For the Democrats, Russiagate
allows them to ignore calls for change and not scrutinize why they lost to the
most unpopular presidential candidate in history. Since Russia hacked the
election, there is no need for introspection, and certainly no need to
accommodate the Sanders wing or to engage with progressive challenges from
activists on the left, who are Putin’s puppets anyway. The party can continue
on the same course, painting over the deep cracks in American society.
Similarly, for centrists in Europe, under threat from both left and right, the
Russia narrative allows them to sow distrust among the public for any movement
challenging the dominant order.
For the state, Russiagate has
encouraged liberals to forego their faculties and develop a state-worshiping,
conspiratorial mindset in the face of a common, manufactured enemy. Liberal
trust in institutions like the FBI has markedly
increased since 2016, while liberals also now espouse a neocon foreign
policy in Syria, Ukraine and other regions, with many supporting the vast
increases in the US military budget and attacking Trump from the right.

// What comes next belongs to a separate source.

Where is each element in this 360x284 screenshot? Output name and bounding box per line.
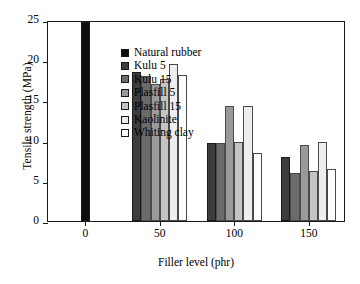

For corporate media, too, the
disciplining effect of the Russia narrative is highly useful, allowing them to
reassert control over the means of communication under the guise of preventing
a Russian “fake news” infiltration. News sources that challenge the establishment
are censored, defunded or deranked, as corporate sources stoke mistrust of
them. Meanwhile, it allows them to portray themselves as arbiters of truth.
This strategy has had some success, withDemocrats’
trust in media increasing since the election.
None of this is to say that
Russia does not strive to influence other countries’ elections, a tactic that
the United States has employed even more frequently (NPR, 12/22/18).
Yet the extent to which the story has dominated the US media to the detriment
of other issues is a remarkable testament to its utility for those in power.